El Capitan OpenSSL
MikeMcQuaid opened this issue · 12 comments
In El Capitan OpenSSL's libraries are still provided but headers have been removed from the OS X SDKs. As a result, you should no longer encourage the use of brew link openssl --force
as clang
's default link and library paths mean that you may end up using newer Homebrew OpenSSL headers but link against the older, system version.
For a reproduction example see https://gist.github.com/tdsmith/4b502c5cc6e7d358acdf
Thanks for the heads up, @MikeMcQuaid. I will mention it in the El Cap guide which I'll write when the OS is released.
Hey @drduh , not related to this issue but how compatible is this guide with El Capitan in general? Wish I've seen this repo when I was on Yosemite :(
@mixania I've gone through this guide on El Capitan without any hitches.
any revision for el capitan is planned ?
@nickpellant thanks, nice to know
Hey @poulagah I am planning to clone this into an updated El Cap guide in the next week or so. Stay tuned!
@drduh there were some issues with the SIP on el Cap, and also unloading some services causes CPU spikes. Not sure when you plan on releasing the guide, and I didn't want to open a seperate issue, but if you would consider starting a new repo with release info that would be awesome. Great guide BTW. Cheers.
Thanks for letting me know, @SKGrimes. I will try and get a preliminary El Cap guide by the end of the week, time permitting.
Is this still accurate for Sierra?
FYI, ondoing brew install --force openssl
Homebrew outputs:
...
Generally there are no consequences of this for you. If you build your
own software and it requires this formula, you'll need to add to your
build variables:
LDFLAGS: -L/usr/local/opt/openssl/lib
CPPFLAGS: -I/usr/local/opt/openssl/include
...
So maybe that solves this issue for Sierra as well?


Using the listing below, determine the count of lines with the word "capital" and reply only with it.
+-------+
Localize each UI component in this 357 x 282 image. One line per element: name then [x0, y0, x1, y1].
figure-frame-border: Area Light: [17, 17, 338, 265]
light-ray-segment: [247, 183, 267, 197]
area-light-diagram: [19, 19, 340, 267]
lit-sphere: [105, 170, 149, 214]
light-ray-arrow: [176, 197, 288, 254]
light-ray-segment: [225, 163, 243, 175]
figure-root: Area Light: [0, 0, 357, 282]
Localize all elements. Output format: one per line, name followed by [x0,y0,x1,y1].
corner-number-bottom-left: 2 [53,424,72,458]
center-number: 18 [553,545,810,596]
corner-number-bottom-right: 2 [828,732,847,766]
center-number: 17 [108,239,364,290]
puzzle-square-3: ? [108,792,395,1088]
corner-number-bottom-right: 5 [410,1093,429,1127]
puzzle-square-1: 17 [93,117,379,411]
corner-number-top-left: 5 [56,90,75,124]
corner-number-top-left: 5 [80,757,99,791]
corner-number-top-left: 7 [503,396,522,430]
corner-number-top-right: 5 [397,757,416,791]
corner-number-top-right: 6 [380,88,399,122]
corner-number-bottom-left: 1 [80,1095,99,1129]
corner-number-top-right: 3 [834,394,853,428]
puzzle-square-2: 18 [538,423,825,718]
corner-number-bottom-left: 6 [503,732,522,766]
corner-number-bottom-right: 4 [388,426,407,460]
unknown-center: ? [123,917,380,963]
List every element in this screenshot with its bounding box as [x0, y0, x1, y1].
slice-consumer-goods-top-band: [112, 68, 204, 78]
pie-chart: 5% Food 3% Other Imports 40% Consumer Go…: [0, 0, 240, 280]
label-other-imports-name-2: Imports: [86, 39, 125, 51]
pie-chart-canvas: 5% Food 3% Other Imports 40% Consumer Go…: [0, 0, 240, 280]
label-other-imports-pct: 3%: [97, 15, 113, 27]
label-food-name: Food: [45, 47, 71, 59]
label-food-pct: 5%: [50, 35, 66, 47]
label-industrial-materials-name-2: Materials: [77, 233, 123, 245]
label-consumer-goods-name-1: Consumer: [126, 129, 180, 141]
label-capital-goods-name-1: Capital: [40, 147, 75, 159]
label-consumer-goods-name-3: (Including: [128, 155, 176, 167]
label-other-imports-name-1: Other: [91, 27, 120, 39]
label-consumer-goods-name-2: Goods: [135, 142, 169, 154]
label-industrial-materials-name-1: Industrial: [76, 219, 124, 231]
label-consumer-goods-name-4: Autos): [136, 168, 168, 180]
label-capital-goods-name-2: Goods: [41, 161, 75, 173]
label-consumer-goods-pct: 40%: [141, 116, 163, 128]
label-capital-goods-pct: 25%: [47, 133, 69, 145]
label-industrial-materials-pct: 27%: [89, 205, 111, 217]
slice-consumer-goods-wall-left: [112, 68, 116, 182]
+-------+
» **Solution to the problem**
3